The Cybersecurity and Infrastructure Security Agency (CISA) has added a Fortinet critical flaw to its known exploited vulnerabilities catalog.
CISA on Tuesday added the flaw to the KEV catalog, a day after Fortinet revealed an authentication bypass CVE-2022-40684 that it patched last week was already being exploited in the wild.
“Fortinet is aware of an instance where this vulnerability was exploited, and recommends immediately validating your systems against the following indicator of compromise in the device’s logs,” Fortinet said.
Also: The scary future of the internet: How the tech of tomorrow will pose even bigger cybersecurity threats
The firm has released updates for FortiOS, FortiProxy and FortiSwitchManager to address the flaw, which affects several of its security appliances.
“An authentication bypass using an alternate path or channel vulnerability [CWE-288] in FortiOS, FortiProxy and FortiSwitchManager may allow an unauthenticated atttacker to perform operations on the administrative interface via specially crafted HTTP or HTTPS requests.”
However, for customers that can’t apply updates immediately, it has also provided workarounds to disable HTTP/HTTPS administrative interface or limit IP addresses that can reach the administrative interface.

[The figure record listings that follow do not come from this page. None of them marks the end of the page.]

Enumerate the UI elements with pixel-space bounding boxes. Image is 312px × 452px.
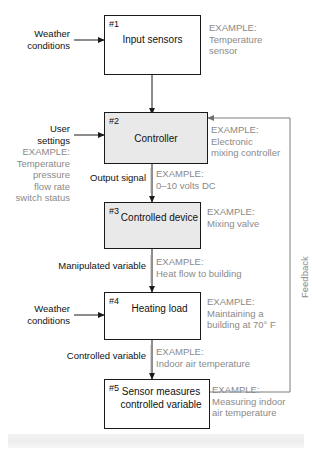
block-label-controlled-device: Controlled device bbox=[119, 212, 200, 225]
signal-label-output-signal: Output signal bbox=[58, 172, 146, 184]
example-input-sensors: EXAMPLE: Temperature sensor bbox=[209, 22, 309, 57]
signal-label-manipulated-variable: Manipulated variable bbox=[40, 260, 146, 272]
example-controlled-device: EXAMPLE: Mixing valve bbox=[207, 206, 307, 229]
block-label-input-sensors: Input sensors bbox=[105, 34, 200, 47]
feedback-label: Feedback bbox=[299, 256, 310, 298]
block-number-4: #4 bbox=[109, 296, 119, 306]
block-label-heating-load: Heating load bbox=[119, 303, 200, 316]
block-label-controller: Controller bbox=[105, 133, 207, 146]
block-number-3: #3 bbox=[109, 206, 119, 216]
block-sensor-measures[interactable]: #5 Sensor measures controlled variable bbox=[104, 379, 210, 429]
block-number-2: #2 bbox=[109, 116, 119, 126]
example-output-signal: EXAMPLE: 0–10 volts DC bbox=[156, 168, 256, 191]
example-controlled-variable: EXAMPLE: Indoor air temperature bbox=[156, 346, 282, 369]
example-sensor-measures: EXAMPLE: Measuring indoor air temperatur… bbox=[212, 384, 312, 419]
example-user-settings: EXAMPLE: Temperature pressure flow rate … bbox=[2, 146, 70, 204]
block-number-1: #1 bbox=[109, 19, 119, 29]
scan-artifact-band bbox=[8, 434, 304, 448]
block-controlled-device[interactable]: #3 Controlled device bbox=[104, 202, 201, 249]
block-input-sensors[interactable]: #1 Input sensors bbox=[104, 15, 201, 75]
block-label-sensor-measures: Sensor measures controlled variable bbox=[113, 386, 209, 411]
input-label-weather-conditions-2: Weather conditions bbox=[4, 303, 70, 326]
example-manipulated-variable: EXAMPLE: Heat flow to building bbox=[156, 256, 276, 279]
example-controller: EXAMPLE: Electronic mixing controller bbox=[211, 124, 312, 159]
example-heating-load: EXAMPLE: Maintaining a building at 70° F bbox=[207, 296, 311, 331]
signal-label-controlled-variable: Controlled variable bbox=[50, 350, 146, 362]
block-heating-load[interactable]: #4 Heating load bbox=[104, 292, 201, 340]
diagram-canvas: #1 Input sensors #2 Controller #3 Contro… bbox=[0, 0, 312, 452]
block-controller[interactable]: #2 Controller bbox=[104, 112, 208, 164]
input-label-user-settings: User settings bbox=[4, 123, 70, 146]
input-label-weather-conditions-1: Weather conditions bbox=[4, 28, 70, 51]
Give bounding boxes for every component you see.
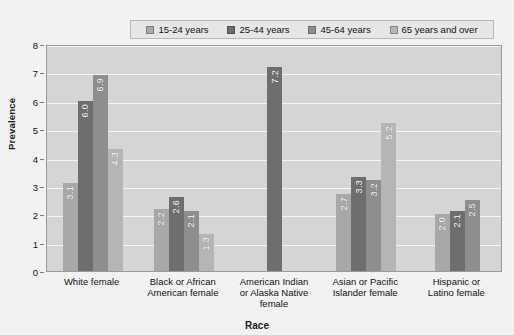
bar[interactable]: 6.0 xyxy=(78,101,93,271)
legend-swatch-icon xyxy=(308,26,316,34)
bar-value-label: 1.3 xyxy=(201,237,211,250)
bar[interactable]: 2.0 xyxy=(435,214,450,271)
bar-value-label: 2.1 xyxy=(452,214,462,227)
bar[interactable]: 3.1 xyxy=(63,183,78,271)
y-tick-mark xyxy=(40,102,44,103)
chart-legend: 15-24 years25-44 years45-64 years65 year… xyxy=(130,20,494,39)
x-category-label: Asian or PacificIslander female xyxy=(320,276,411,298)
bar[interactable]: 2.6 xyxy=(169,197,184,271)
x-axis-category-labels: White femaleBlack or AfricanAmerican fem… xyxy=(46,276,502,320)
bar[interactable]: 2.7 xyxy=(336,194,351,271)
bar[interactable]: 2.2 xyxy=(154,209,169,271)
y-tick-mark xyxy=(40,45,44,46)
x-category-label: Hispanic orLatino female xyxy=(411,276,502,298)
bar[interactable]: 3.2 xyxy=(366,180,381,271)
bar-value-label: 6.0 xyxy=(80,104,90,117)
bar-groups: 3.16.06.94.32.22.62.11.37.22.73.33.25.22… xyxy=(47,46,501,271)
bar-group: 3.16.06.94.3 xyxy=(47,46,138,271)
bar[interactable]: 2.1 xyxy=(184,211,199,271)
y-tick-label: 6 xyxy=(33,96,38,107)
y-tick-label: 1 xyxy=(33,238,38,249)
bar-value-label: 4.3 xyxy=(110,152,120,165)
y-tick-label: 4 xyxy=(33,153,38,164)
bar-value-label: 2.7 xyxy=(339,197,349,210)
x-category-label: Black or AfricanAmerican female xyxy=(137,276,228,298)
legend-item-2[interactable]: 45-64 years xyxy=(308,24,370,35)
bar-value-label: 3.1 xyxy=(65,186,75,199)
bar[interactable]: 2.5 xyxy=(465,200,480,271)
legend-item-1[interactable]: 25-44 years xyxy=(227,24,289,35)
legend-item-0[interactable]: 15-24 years xyxy=(146,24,208,35)
bar[interactable]: 1.3 xyxy=(199,234,214,271)
y-tick-label: 8 xyxy=(33,40,38,51)
bar-value-label: 6.9 xyxy=(95,78,105,91)
x-category-label: White female xyxy=(46,276,137,287)
y-tick-label: 7 xyxy=(33,68,38,79)
legend-swatch-icon xyxy=(390,26,398,34)
y-tick-label: 0 xyxy=(33,267,38,278)
bar-value-label: 3.2 xyxy=(369,183,379,196)
legend-swatch-icon xyxy=(146,26,154,34)
bar-value-label: 2.2 xyxy=(156,212,166,225)
y-tick-mark xyxy=(40,130,44,131)
bar[interactable]: 5.2 xyxy=(381,123,396,271)
bar-value-label: 3.3 xyxy=(354,180,364,193)
bar[interactable]: 6.9 xyxy=(93,75,108,271)
bar-group: 2.02.12.5 xyxy=(412,46,503,271)
bar-value-label: 7.2 xyxy=(270,70,280,83)
bar[interactable]: 2.1 xyxy=(450,211,465,271)
bar-value-label: 2.1 xyxy=(186,214,196,227)
bar-group: 7.2 xyxy=(229,46,320,271)
y-tick-mark xyxy=(40,159,44,160)
y-tick-label: 2 xyxy=(33,210,38,221)
y-tick-mark xyxy=(40,215,44,216)
legend-item-label: 65 years and over xyxy=(402,24,478,35)
bar[interactable]: 3.3 xyxy=(351,177,366,271)
bar-value-label: 2.5 xyxy=(467,203,477,216)
bar-group: 2.22.62.11.3 xyxy=(138,46,229,271)
y-tick-mark xyxy=(40,73,44,74)
legend-swatch-icon xyxy=(227,26,235,34)
prevalence-bar-chart: 15-24 years25-44 years45-64 years65 year… xyxy=(0,0,514,335)
bar-value-label: 2.0 xyxy=(437,217,447,230)
legend-item-label: 45-64 years xyxy=(320,24,370,35)
y-tick-mark xyxy=(40,272,44,273)
y-tick-label: 3 xyxy=(33,181,38,192)
bar-group: 2.73.33.25.2 xyxy=(321,46,412,271)
legend-item-label: 25-44 years xyxy=(239,24,289,35)
y-tick-label: 5 xyxy=(33,125,38,136)
bar[interactable]: 7.2 xyxy=(267,67,282,271)
legend-item-3[interactable]: 65 years and over xyxy=(390,24,478,35)
y-axis-ticks: 012345678 xyxy=(0,45,44,272)
x-category-label: American Indianor Alaska Nativefemale xyxy=(228,276,319,309)
plot-area: 3.16.06.94.32.22.62.11.37.22.73.33.25.22… xyxy=(46,45,502,272)
y-tick-mark xyxy=(40,187,44,188)
bar-value-label: 5.2 xyxy=(384,126,394,139)
y-tick-mark xyxy=(40,244,44,245)
bar-value-label: 2.6 xyxy=(171,200,181,213)
legend-item-label: 15-24 years xyxy=(158,24,208,35)
bar[interactable]: 4.3 xyxy=(108,149,123,271)
x-axis-title: Race xyxy=(0,320,514,331)
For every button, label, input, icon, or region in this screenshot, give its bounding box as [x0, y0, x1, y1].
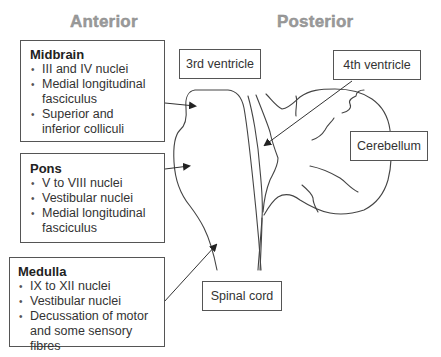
list-item: Superior andinferior colliculi — [30, 107, 164, 137]
list-item: IX to XII nuclei — [18, 279, 164, 294]
pons-box: Pons V to VIII nuclei Vestibular nuclei … — [20, 153, 165, 243]
brainstem-posterior-outline — [248, 96, 262, 270]
medulla-title: Medulla — [18, 264, 164, 279]
list-item: Decussation of motorand some sensory fib… — [18, 309, 164, 354]
medulla-list: IX to XII nuclei Vestibular nuclei Decus… — [18, 279, 164, 354]
list-item: Vestibular nuclei — [30, 191, 164, 206]
midbrain-list: III and IV nuclei Medial longitudinalfas… — [30, 62, 164, 137]
pons-arrow — [165, 166, 189, 169]
midbrain-title: Midbrain — [30, 47, 164, 62]
fourth-ventricle-label: 4th ventricle — [333, 50, 421, 80]
fourth-ventricle-arrow — [265, 81, 352, 145]
list-item: III and IV nuclei — [30, 62, 164, 77]
fourth-ventricle-line — [256, 95, 278, 212]
medulla-box: Medulla IX to XII nuclei Vestibular nucl… — [9, 257, 165, 347]
pons-list: V to VIII nuclei Vestibular nuclei Media… — [30, 176, 164, 236]
list-item: V to VIII nuclei — [30, 176, 164, 191]
midbrain-box: Midbrain III and IV nuclei Medial longit… — [20, 40, 165, 142]
third-ventricle-label: 3rd ventricle — [179, 49, 261, 79]
list-item: Medial longitudinalfasciculus — [30, 206, 164, 236]
brainstem-anterior-outline — [174, 90, 261, 270]
pons-title: Pons — [30, 161, 164, 176]
cerebellum-label: Cerebellum — [350, 131, 428, 161]
list-item: Medial longitudinalfasciculus — [30, 77, 164, 107]
list-item: Vestibular nuclei — [18, 294, 164, 309]
spinal-cord-label: Spinal cord — [202, 281, 282, 311]
midbrain-arrow — [165, 103, 195, 106]
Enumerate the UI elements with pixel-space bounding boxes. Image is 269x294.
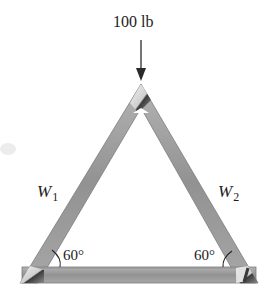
angle-label-left: 60° [63, 248, 84, 263]
load-arrow [136, 40, 146, 81]
member-label-w1: W1 [37, 183, 58, 203]
member-label-w2: W2 [218, 183, 239, 203]
w2-subscript: 2 [233, 190, 239, 204]
truss-figure [0, 0, 269, 294]
w1-subscript: 1 [52, 190, 58, 204]
w2-main: W [218, 182, 232, 201]
member-bottom [22, 267, 256, 283]
load-label: 100 lb [113, 14, 153, 30]
w1-main: W [37, 182, 51, 201]
angle-label-right: 60° [194, 248, 215, 263]
truss-diagram: 100 lb W1 W2 60° 60° [0, 0, 269, 294]
smudge-artifact [0, 143, 16, 155]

Separately, CISA on Tuesday also added the Windows flaw CVE-2022-41033 to its KEV catalog. Microsoft released an update for it on Tuesday to address a Windows COM+ Event System Service elevation of privilege vulnerability. Microsoft confirmed it had been exploited but noted that the vulnerability had not been publicly disclosed.
CISA has ordered federal agencies to apply fixes for both flaws by November 1.
Security researchers with the Horizon3 Attack Team have published early indicators of compromise to help admins discover compromised devices.